Tuesday, January 1, 2008

41e. Wall Street Historic District

Location: Roughly bounded by Cedar Street, Maiden Lane, Pearl Street, Bridge Street, South William Street, Greenwich Street, and Trinity Place.
Built: N/A
Architect: N/A
National Register Number: 07000063
Listed: February 2, 2007
Visited: December 30, 2007

Thames Street

It's dark, dark in the day time. This is Thames Street, between the Trinity and U.S. Realty Buildings. Right outside the frame of this picture were some guys nervously selling bootleg pocketbooks from a bundled bedsheet.

The historic district designation was also likely a gesture towards the preservation of downtown's oddball street plan. Drawn up in large part by the Dutch settlers with no thought to a future of skyscrapers and megalopolis-sized street traffic, their integrity has been compromised many a time (best detailed here--Hi Mr. Walsh!), eventually prompting the NYC Landmarks Preservation Commission to landmark the street plan itself.

Marketfield Street

Nothing sadder than a Wiki page nobody edits. The kidsnyc.com entry for the alley pictured above, Marketfield Street, says it "was called Petticoat Lane in 1696, because it was the location of NYC's 1st hookers." Yeah, right--it took prostitutes seventy years to appear after the first European settlement? I don't think so. Otherwise, though, it's completely believable it was once a center of low living. Just look at it--even with the erection of the glassy 2 Broadway building on its corner, it still feels forboding, desperate.
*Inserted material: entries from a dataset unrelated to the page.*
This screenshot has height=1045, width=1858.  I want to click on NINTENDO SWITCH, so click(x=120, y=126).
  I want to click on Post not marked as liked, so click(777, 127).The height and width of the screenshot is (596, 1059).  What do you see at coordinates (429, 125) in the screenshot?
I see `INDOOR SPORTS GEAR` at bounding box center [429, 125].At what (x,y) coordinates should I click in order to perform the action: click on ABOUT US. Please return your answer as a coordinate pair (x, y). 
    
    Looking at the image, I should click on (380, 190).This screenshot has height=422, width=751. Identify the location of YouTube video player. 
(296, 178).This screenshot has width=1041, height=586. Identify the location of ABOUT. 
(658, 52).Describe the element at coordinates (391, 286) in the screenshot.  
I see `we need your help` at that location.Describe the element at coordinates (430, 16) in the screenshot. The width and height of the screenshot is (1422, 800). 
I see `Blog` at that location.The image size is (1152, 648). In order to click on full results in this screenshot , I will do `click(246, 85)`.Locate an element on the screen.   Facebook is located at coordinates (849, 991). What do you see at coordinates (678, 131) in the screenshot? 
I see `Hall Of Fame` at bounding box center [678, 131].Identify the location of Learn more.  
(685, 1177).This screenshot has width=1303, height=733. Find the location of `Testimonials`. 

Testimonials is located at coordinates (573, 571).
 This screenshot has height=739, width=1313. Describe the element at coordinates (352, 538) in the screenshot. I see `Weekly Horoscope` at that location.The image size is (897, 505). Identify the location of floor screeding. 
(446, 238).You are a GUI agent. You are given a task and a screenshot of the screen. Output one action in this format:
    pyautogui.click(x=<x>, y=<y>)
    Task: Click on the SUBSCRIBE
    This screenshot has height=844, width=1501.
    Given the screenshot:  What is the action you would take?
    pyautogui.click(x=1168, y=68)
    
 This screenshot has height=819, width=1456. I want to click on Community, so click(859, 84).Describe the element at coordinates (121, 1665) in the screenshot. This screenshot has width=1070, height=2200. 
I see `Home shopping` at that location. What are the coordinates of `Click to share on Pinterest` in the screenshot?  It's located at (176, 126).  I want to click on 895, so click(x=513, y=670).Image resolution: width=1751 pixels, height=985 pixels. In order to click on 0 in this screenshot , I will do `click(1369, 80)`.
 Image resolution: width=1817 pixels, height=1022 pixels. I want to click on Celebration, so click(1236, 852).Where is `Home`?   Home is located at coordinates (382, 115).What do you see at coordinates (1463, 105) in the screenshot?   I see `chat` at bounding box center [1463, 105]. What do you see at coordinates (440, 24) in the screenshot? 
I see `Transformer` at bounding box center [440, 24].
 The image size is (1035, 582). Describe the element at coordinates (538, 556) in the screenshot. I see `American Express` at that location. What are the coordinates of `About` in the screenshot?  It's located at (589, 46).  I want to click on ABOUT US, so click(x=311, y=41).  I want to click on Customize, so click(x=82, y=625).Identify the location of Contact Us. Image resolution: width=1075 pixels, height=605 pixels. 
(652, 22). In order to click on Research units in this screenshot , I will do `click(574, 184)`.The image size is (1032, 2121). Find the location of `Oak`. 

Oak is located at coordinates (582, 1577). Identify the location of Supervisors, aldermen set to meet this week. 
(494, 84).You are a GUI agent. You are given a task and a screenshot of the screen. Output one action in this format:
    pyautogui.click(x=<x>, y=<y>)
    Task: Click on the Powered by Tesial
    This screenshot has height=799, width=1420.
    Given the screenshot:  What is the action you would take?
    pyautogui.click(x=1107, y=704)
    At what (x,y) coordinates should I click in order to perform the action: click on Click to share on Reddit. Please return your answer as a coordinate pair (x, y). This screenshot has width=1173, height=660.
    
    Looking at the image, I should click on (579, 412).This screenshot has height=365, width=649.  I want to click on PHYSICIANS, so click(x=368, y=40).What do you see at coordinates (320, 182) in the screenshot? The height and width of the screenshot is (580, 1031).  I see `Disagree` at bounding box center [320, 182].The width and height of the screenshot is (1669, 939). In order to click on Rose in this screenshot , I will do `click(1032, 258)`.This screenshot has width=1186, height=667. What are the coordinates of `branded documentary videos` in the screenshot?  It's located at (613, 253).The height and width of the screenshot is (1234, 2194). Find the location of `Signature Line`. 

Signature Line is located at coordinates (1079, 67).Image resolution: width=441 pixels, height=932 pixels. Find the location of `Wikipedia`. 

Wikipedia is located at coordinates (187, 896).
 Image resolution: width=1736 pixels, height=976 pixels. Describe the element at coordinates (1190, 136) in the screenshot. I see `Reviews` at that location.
The street is obscure enough to ensure interesting results when you Google it: here's an 1879 NYT article about a random fight between two toughs outside a saloon; a morbid 1852 squib about how a gentlemen who worked in the alley "burned to a crisp" (their words, seriously) in a house fire; it also figures in a 1908 Black Hand bomb threat. OK, little of this has has much to do with the street, but...isn't the opening up of the NYT archive the greatest thing ever? I mean, Luc Sante--I love the dude, I do (he used to hang out at ILx, my former bulletin board of choice), but the sheer volume of antique sleaze the NYT offers us kinda renders Low Life completely redundant, doesn't it? Man.